Sweetheart, Kant is one of the giant’s of philosophy - of course I’m familiar with his categorical imperative. This thread is about the protestant work ethic, not Kant’s moralisms. I know you like to keep it terse, but sometimes you need to elaborate more, to avoid ambiguity.
It evaluates actions by considering the outcomes of engaging in a behavior if everyone else would behave like that as well.
Example: If everyone lied and cheated, nobody would trust anybody and conducting any kind of business would be impossible. Buying/selling would be impossible, trading would be impossible, working for a salary would be impossible, providing a service for reward/payment would be impossible.
There would be no work to be done outside of working for your own food off the ground in your own land and shooting any trespassers.
If you have no land to work on, I guess that’s tough luck, better luck next lifetime.
So there, just like mommy told you. What would you think if they did that to you? What if everyone did it to everyone?
As far as a motivation to engage in work ethics, the obvious is that anyone conducting business with you must be able to trust you. Cultivating an image of trustworthiness is part of developing a career.
In reality it is not trustworthiness itself that matters, but the ability to impress trustworthiness on people. If you work hard and nobody ever sees it, or are unable to tell by the results of the work, what good is that to you?
In sum: Is it protestant? Judeo-christian? Kantian? Aristotelian? What-fucking-ever. It is what it needs to be in order to make business feasible.
Yes, it’s common sense that in order to acquire/maintain work, you need to have a reputation of trustworthiness, etc. But the OP hones in on something more specific: the Protestant work ethic, i.e., the deification of work ( work itself as a virtue ) originating from Calvinism and subsequently, leading to the creation of secular capitalism.
Your initial post was simply incorrect and your second - the Kantian one - was off the mark.
Why would you bring that up, knowing that it’s not germane to the OP? Even so, you are still incorrect in stating that diligence has nothing to do with work-ethic. That’s straightforwardly false.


TASK DIRECTIONS
Where in the records does the word "with" appear? Copy each line that holds it.

TASK INPUTS
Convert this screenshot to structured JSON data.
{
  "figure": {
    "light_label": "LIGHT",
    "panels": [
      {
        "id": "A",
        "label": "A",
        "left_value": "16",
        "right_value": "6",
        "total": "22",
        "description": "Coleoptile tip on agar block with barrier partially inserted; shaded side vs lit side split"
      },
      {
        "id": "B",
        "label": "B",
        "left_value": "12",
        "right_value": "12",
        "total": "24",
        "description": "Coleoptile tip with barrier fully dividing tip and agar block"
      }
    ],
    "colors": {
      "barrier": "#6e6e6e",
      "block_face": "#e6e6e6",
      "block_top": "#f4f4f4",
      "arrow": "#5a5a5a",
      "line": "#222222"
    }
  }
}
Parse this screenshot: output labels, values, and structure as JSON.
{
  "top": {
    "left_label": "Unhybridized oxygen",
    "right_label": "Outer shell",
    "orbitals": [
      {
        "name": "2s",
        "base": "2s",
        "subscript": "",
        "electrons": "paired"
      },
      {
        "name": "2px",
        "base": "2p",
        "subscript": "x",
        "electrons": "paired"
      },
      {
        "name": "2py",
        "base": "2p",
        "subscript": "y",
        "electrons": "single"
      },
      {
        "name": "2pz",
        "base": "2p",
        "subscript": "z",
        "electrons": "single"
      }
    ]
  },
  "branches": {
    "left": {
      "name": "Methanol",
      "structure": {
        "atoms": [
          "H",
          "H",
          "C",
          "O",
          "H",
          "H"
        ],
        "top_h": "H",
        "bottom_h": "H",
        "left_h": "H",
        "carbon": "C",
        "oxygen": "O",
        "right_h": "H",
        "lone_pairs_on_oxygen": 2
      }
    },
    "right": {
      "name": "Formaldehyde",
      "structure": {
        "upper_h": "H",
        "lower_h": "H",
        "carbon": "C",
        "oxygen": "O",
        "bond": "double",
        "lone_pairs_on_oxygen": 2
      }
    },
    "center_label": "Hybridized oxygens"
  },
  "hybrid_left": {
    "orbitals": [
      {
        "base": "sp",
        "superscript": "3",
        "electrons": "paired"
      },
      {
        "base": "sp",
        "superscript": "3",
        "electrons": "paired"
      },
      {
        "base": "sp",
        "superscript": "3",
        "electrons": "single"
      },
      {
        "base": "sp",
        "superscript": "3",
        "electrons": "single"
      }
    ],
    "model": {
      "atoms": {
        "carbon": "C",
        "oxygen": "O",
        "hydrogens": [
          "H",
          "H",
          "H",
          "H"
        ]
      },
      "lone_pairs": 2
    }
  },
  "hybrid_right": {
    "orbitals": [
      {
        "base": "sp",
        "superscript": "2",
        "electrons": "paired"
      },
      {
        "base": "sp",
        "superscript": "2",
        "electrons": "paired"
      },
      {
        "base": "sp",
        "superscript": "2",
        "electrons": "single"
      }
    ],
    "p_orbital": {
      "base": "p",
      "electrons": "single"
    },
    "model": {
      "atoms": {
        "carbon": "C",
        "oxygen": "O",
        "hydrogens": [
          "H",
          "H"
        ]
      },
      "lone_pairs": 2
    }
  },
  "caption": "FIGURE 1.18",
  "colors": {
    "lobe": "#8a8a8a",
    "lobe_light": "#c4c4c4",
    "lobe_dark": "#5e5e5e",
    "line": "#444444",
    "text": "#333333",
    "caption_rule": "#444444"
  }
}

ANSWER SECTION
        "description": "Coleoptile tip on agar block with barrier partially inserted; shaded side vs lit side split"
        "description": "Coleoptile tip with barrier fully dividing tip and agar block"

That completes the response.